Arrow-right Camera
The Spokesman-Review Newspaper
Spokane, Washington  Est. May 19, 1883

In Passing

From Wire Reports

Roberto Maestas, Latino leader

Seattle – Roberto Maestas, a founder of El Centro de La Raza and a leading advocate for social justice, died of lung cancer Wednesday at the University of Washington Medical Center. He was 72.

A former Spanish teacher at Seattle’s Franklin High School, Maestas demonstrated for Indian fishing rights, participated in the fight to open up construction jobs to black workers and supported farmworkers, among many other movements and causes.

His nephew, Miguel Maestas, said Maestas was “an incredibly successful leader within the Latino community and helped to build movements and bridges locally, nationally and internationally.”

Through it all, Maestas maintained a sense of humor and perspective.

“The power of his personality lit up any room,” said his friend Larry Gossett, a King County Council member.

Moscow – Gennady Yanayev, a leader of the abortive 1991 Soviet coup who briefly declared himself president replacing Mikhail Gorbachev, has died at age 73.

A statement from Russia’s Communist Party said Yanayev died Friday after an unspecified lengthy illness.

Yanayev was one of 12 members of the so-called State Emergency Committee that announced Gorbachev was being replaced on Aug. 19, 1991. Gorbachev was on a short holiday in the Crimea at the time.

The coup collapsed on Aug. 21, but it fatally weakened the already-unraveling Soviet Union, which was dissolved four months later.

Yanayev and his fellow plotters were arrested and jailed after the coup collapsed, but he and the others were released in 1993.

Hartford, Conn. – Jill Johnston, a cultural critic, memoirist and provocateur whose best-known book, “Lesbian Nation,” emboldened women in the 1970s to identify themselves as lesbians, died Sept. 18. She was 81. The cause was complications from a stroke.

Johnston gained prominence in the 1960s as a dance critic for the Village Voice who wrote knowledgeably about avant-garde choreographers and performers.

With “Lesbian Nation,” published in 1973, Johnston established herself as a radical feminist theorist, proclaiming that lesbianism was not just a personal lifestyle but a political stance necessary for the overturn of patriarchy.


*What is required:* Scan the records below, and wherever a line has the word "small", pull it out.

Page and application data records:
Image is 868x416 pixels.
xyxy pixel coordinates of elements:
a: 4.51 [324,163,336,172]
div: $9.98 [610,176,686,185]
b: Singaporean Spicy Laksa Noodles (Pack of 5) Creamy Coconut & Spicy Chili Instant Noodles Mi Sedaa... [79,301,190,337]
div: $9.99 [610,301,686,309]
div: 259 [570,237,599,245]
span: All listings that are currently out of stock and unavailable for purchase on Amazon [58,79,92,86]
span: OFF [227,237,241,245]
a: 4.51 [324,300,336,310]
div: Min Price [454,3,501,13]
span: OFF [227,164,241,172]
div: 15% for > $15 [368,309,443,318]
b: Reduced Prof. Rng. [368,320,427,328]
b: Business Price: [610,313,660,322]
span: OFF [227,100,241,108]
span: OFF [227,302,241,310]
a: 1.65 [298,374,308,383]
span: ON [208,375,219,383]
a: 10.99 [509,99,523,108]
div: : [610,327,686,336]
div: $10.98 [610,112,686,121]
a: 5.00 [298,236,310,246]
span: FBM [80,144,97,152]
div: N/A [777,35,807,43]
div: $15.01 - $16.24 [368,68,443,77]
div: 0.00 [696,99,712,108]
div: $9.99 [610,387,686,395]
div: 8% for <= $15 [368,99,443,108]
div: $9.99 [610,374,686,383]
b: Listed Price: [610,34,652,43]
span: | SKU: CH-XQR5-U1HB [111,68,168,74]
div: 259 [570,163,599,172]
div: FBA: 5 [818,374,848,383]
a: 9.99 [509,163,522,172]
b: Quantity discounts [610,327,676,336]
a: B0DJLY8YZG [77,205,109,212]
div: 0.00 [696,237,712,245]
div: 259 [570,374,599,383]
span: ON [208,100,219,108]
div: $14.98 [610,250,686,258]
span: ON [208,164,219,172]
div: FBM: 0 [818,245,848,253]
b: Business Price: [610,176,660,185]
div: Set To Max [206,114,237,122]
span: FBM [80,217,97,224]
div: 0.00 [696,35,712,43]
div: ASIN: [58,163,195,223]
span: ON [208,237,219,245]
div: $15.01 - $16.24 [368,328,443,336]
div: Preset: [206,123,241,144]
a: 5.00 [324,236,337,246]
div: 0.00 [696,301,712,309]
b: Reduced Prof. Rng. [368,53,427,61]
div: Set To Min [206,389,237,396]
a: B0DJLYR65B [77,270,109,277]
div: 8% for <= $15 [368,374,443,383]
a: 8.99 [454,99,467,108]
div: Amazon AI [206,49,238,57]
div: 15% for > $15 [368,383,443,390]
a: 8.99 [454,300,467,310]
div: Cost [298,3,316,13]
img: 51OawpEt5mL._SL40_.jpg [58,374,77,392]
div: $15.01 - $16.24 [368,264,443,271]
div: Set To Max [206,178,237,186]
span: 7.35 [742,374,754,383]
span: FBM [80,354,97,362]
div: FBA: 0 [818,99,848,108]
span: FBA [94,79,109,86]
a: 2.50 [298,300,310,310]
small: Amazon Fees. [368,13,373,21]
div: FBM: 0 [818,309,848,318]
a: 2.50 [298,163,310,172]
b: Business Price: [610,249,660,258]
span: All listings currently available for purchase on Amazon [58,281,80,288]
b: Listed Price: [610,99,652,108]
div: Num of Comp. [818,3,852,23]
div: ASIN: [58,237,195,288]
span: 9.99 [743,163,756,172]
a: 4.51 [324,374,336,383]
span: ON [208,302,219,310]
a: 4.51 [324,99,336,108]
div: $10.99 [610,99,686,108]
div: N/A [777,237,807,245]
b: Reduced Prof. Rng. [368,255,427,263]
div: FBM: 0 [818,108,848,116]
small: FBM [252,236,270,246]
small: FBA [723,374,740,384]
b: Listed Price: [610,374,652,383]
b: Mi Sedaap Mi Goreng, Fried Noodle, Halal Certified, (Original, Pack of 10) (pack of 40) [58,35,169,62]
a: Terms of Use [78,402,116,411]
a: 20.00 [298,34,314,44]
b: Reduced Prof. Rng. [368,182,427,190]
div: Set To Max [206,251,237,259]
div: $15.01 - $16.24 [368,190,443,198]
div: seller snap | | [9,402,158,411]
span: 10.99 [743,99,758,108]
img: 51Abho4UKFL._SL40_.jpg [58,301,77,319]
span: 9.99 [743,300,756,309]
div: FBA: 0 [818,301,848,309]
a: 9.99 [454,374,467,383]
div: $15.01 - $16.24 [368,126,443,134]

*Written answer:*
small: Amazon Fees. [368,13,373,21]
small: FBM [252,236,270,246]
small: FBA [723,374,740,384]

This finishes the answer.